Old Madge gat her up, and bustled about, unpacking of the basket, and crying out o’ pleasure as she came to each thing and told what it were. But daft Madge seemed not much to care what were therein, though she was ever wont dearly to love sweets, there being (I reckon) so few pleasures she had wit for. Only she sat still, gazing from Aunt Joyce to me, and smiling on us.

“What art thinking, Madge?” saith Aunt Joyce.

For, natural (idiot) though she be, Madge is alway thinking. ’Tis very nigh as though there were a soul within her which tried hard to see through the smoked glass of her poor brains. Nay, I take it, so there is.

“I were thinking,” saith she, “a-looking on your faces, what like it’ll be to see His Face.”

Madge hath rarely any name for God. It is mostly “He.”

“Wouldst love to see it, Madge?” saith Aunt Joyce.

“Shall,” quoth she, “right soon. He sent me word, Mistress Joyce, yestereven.”

“Ay,” saith old Isaac, “she reckons she’s going.”

“Wilt be glad, Madge?” saith Aunt Joyce, softly.

“Glad!” she makes answer. “Eh, Mistress Joyce—glad! Why, ’twill be better than plum-porridge!”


=== Exercise goal ===
Print the records below exactly, omitting all pictures.

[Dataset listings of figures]
§
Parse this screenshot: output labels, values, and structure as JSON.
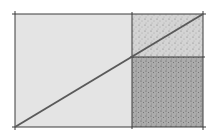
{
  "diagram": {
    "colors": {
      "background": "#ffffff",
      "left_region": "#e4e4e4",
      "top_right_region": "#d2d2d2",
      "bottom_right_region": "#a9a9a9",
      "outline": "#3a3a3a",
      "diagonal": "#5a5a5a"
    },
    "regions": [
      {
        "name": "left-rectangle",
        "x": 15,
        "y": 14,
        "w": 117,
        "h": 113
      },
      {
        "name": "top-right-rectangle",
        "x": 132,
        "y": 14,
        "w": 71,
        "h": 43
      },
      {
        "name": "bottom-right-square",
        "x": 132,
        "y": 57,
        "w": 71,
        "h": 70
      }
    ],
    "diagonal": {
      "x1": 15,
      "y1": 127,
      "x2": 203,
      "y2": 14
    }
  }
}
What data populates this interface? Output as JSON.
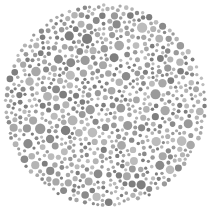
{
  "plate": {
    "type": "ishihara-style dot plate (grayscale)",
    "background": "#ffffff",
    "center": [
      105,
      105
    ],
    "radius": 102,
    "colors": [
      "#8a8a8a",
      "#9a9a9a",
      "#a8a8a8",
      "#b4b4b4",
      "#bcbcbc",
      "#7e7e7e"
    ],
    "dot_radius_range": [
      1.6,
      5.2
    ],
    "dot_count": 1100,
    "seed": 1337,
    "hidden_figure": ""
  }
}
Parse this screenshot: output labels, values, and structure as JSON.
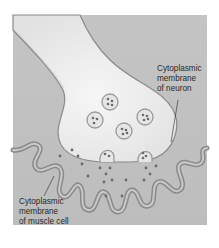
{
  "diagram": {
    "type": "neuromuscular-junction",
    "colors": {
      "background": "#bfbfbf",
      "neuron_fill": "#ededed",
      "membrane_stroke": "#8a8a8a",
      "vesicle_fill": "#e6e6e6",
      "dot_fill": "#6a6a6a",
      "label_text": "#2a2a2a"
    },
    "labels": {
      "neuron_membrane": {
        "lines": [
          "Cytoplasmic",
          "membrane",
          "of neuron"
        ]
      },
      "muscle_membrane": {
        "lines": [
          "Cytoplasmic",
          "membrane",
          "of muscle cell"
        ]
      }
    }
  }
}
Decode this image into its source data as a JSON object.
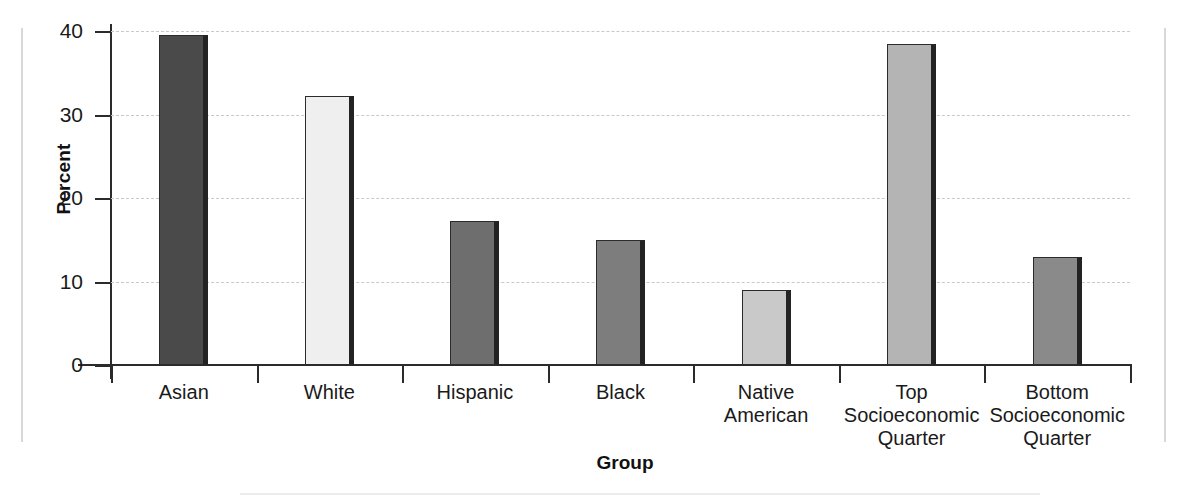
{
  "figure": {
    "background_color": "#ffffff",
    "frame_color": "#d8d8d8",
    "axis_color": "#2b2b2b",
    "gridline_color": "#c9c9c9"
  },
  "chart_data": {
    "type": "bar",
    "title": "",
    "subtitle": "",
    "xlabel": "Group",
    "ylabel": "Percent",
    "categories": [
      "Asian",
      "White",
      "Hispanic",
      "Black",
      "Native American",
      "Top Socioeconomic Quarter",
      "Bottom Socioeconomic Quarter"
    ],
    "category_lines": [
      [
        "Asian"
      ],
      [
        "White"
      ],
      [
        "Hispanic"
      ],
      [
        "Black"
      ],
      [
        "Native American"
      ],
      [
        "Top",
        "Socioeconomic",
        "Quarter"
      ],
      [
        "Bottom",
        "Socioeconomic",
        "Quarter"
      ]
    ],
    "values": [
      39.5,
      32.2,
      17.3,
      15.0,
      9.0,
      38.5,
      12.9
    ],
    "bar_colors": [
      "#4a4a4a",
      "#efefef",
      "#6e6e6e",
      "#7d7d7d",
      "#c9c9c9",
      "#b4b4b4",
      "#8a8a8a"
    ],
    "ylim": [
      0,
      40
    ],
    "yticks": [
      0,
      10,
      20,
      30,
      40
    ],
    "ytick_labels": [
      "0",
      "10",
      "20",
      "30",
      "40"
    ],
    "grid": true,
    "grid_axis": "y",
    "grid_style": "dashed",
    "legend": false,
    "legend_position": "none",
    "units": "percent"
  }
}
§
=== Your solution ===
Parse this screenshot: output labels, values, and structure as JSON.
{
  "diagram": {
    "colors": {
      "background": "#ffffff",
      "left_region": "#e4e4e4",
      "top_right_region": "#d2d2d2",
      "bottom_right_region": "#a9a9a9",
      "outline": "#3a3a3a",
      "diagonal": "#5a5a5a"
    },
    "regions": [
      {
        "name": "left-rectangle",
        "x": 15,
        "y": 14,
        "w": 117,
        "h": 113
      },
      {
        "name": "top-right-rectangle",
        "x": 132,
        "y": 14,
        "w": 71,
        "h": 43
      },
      {
        "name": "bottom-right-square",
        "x": 132,
        "y": 57,
        "w": 71,
        "h": 70
      }
    ],
    "diagonal": {
      "x1": 15,
      "y1": 127,
      "x2": 203,
      "y2": 14
    }
  }
}
What data populates this interface? Output as JSON.
{
  "plate": {
    "type": "ishihara-style dot plate (grayscale)",
    "background": "#ffffff",
    "center": [
      105,
      105
    ],
    "radius": 102,
    "colors": [
      "#8a8a8a",
      "#9a9a9a",
      "#a8a8a8",
      "#b4b4b4",
      "#bcbcbc",
      "#7e7e7e"
    ],
    "dot_radius_range": [
      1.6,
      5.2
    ],
    "dot_count": 1100,
    "seed": 1337,
    "hidden_figure": ""
  }
}
Parse this screenshot: output labels, values, and structure as JSON.
{
  "diagram": {
    "type": "neuromuscular-junction",
    "colors": {
      "background": "#bfbfbf",
      "neuron_fill": "#ededed",
      "membrane_stroke": "#8a8a8a",
      "vesicle_fill": "#e6e6e6",
      "dot_fill": "#6a6a6a",
      "label_text": "#2a2a2a"
    },
    "labels": {
      "neuron_membrane": {
        "lines": [
          "Cytoplasmic",
          "membrane",
          "of neuron"
        ]
      },
      "muscle_membrane": {
        "lines": [
          "Cytoplasmic",
          "membrane",
          "of muscle cell"
        ]
      }
    }
  }
}
Decode this image into its source data as a JSON object.
{
  "figure": {
    "background_color": "#ffffff",
    "frame_color": "#d8d8d8",
    "axis_color": "#2b2b2b",
    "gridline_color": "#c9c9c9"
  },
  "chart_data": {
    "type": "bar",
    "title": "",
    "subtitle": "",
    "xlabel": "Group",
    "ylabel": "Percent",
    "categories": [
      "Asian",
      "White",
      "Hispanic",
      "Black",
      "Native American",
      "Top Socioeconomic Quarter",
      "Bottom Socioeconomic Quarter"
    ],
    "category_lines": [
      [
        "Asian"
      ],
      [
        "White"
      ],
      [
        "Hispanic"
      ],
      [
        "Black"
      ],
      [
        "Native American"
      ],
      [
        "Top",
        "Socioeconomic",
        "Quarter"
      ],
      [
        "Bottom",
        "Socioeconomic",
        "Quarter"
      ]
    ],
    "values": [
      39.5,
      32.2,
      17.3,
      15.0,
      9.0,
      38.5,
      12.9
    ],
    "bar_colors": [
      "#4a4a4a",
      "#efefef",
      "#6e6e6e",
      "#7d7d7d",
      "#c9c9c9",
      "#b4b4b4",
      "#8a8a8a"
    ],
    "ylim": [
      0,
      40
    ],
    "yticks": [
      0,
      10,
      20,
      30,
      40
    ],
    "ytick_labels": [
      "0",
      "10",
      "20",
      "30",
      "40"
    ],
    "grid": true,
    "grid_axis": "y",
    "grid_style": "dashed",
    "legend": false,
    "legend_position": "none",
    "units": "percent"
  }
}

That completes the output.